Rapid student growth a key piece of the bedroom community property tax puzzle
In a survey on school spending conducted by the Nebraska Rural Community Schools Association, Jason Libal, superintendent at the Ashland-Greenwood Public Schools cited growth as one of the biggest drivers of budget decisions.
“Over the past 10 years we have seen an increase of 110 students,” said Libal, whose district sits between Omaha and Lincoln. “To meet this growth, which has been the most dramatic over the past three years, we have increased our staffing level by six full-time employees, one of those being a special education director.”
In his survey response, Cedar Bluffs Bluffs Schools superintendent Harlan Ptomey said his district, which is west of Fremont, has grown from 189 students in 2012 to 450 this year.
“In 2012, we didn’t have a preschool program; now we have two classrooms with 40 each, which means two teachers, plus two paras for that program alone,” Ptomey said. “For the first two years, we had (a grant); now we pay for all of that out of general funds.”
The school has had to add classrooms and make other facility additions to cope with its growth.
Like Norris, Ashland-Greenwood and Cedar Bluffs also saw their state aid decline and property taxes increase as agricultural land prices spiked. This was the case in Louisville, too.
“We have grown just over 110-115 students over the last four years, and we are projected to continue an upward student growth trend for several years,” Superintendent Andrew Farber said. “We are struggling to hire the necessary staff to meet the growth needs due to a lack of funding.”
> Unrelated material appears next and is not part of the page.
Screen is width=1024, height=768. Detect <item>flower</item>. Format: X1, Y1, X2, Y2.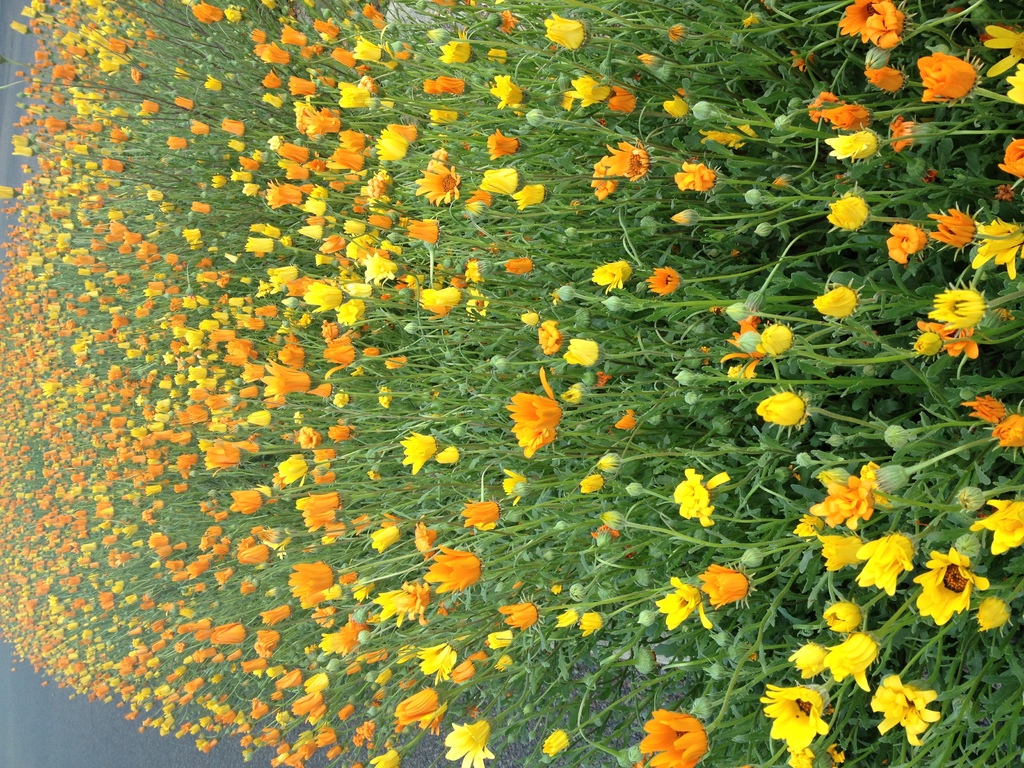
927, 280, 984, 335.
Decreases in ag valuations over the past two years have been offset some by increases in state equalization aid over that time, but it hasn’t been enough to keep up with the growing community’s needs, Farber said, which means the district – which sits south of Omaha – will increase its property tax levy again this year.
Ag producers express understandable frustration
The combination of low state support and growing pressure on property tax payers in many of these districts leads to frustration that gets directed at the schools and how they spend their money. That leaves school boards and administrators in these districts in a tough spot, Skretta said.
Board members are elected officials who work hard to be good stewards of their district’s money, he said, noting that they do all they can to avoid raising the property taxes that are indeed straining local residents.
“The farmers in our district, they have a righteous anger and a lot of negative sentiment about the burdensome property tax load that they are shouldering,” Skretta said.
State mandates, parent concerns play a key role, too
But the schools also are faced with growing needs, unfunded state and federal mandates and also declining state support, which he said, forces their hands in terms of increasing property taxes. There also is the desire among the district’s parents to ensure the schools offer their children the educational opportunities needed to be successful. And this means instead of asking the school to make cuts, the request from parents is always to increase the school’s offerings, Skretta said.
“In my experience as a superintendent, I have repeatedly and frequently had parents request additional programs and services,” Skretta said. “I’ve never — not once — had a parent come in and demand we stop doing something. If it’s good for kids, people want it.”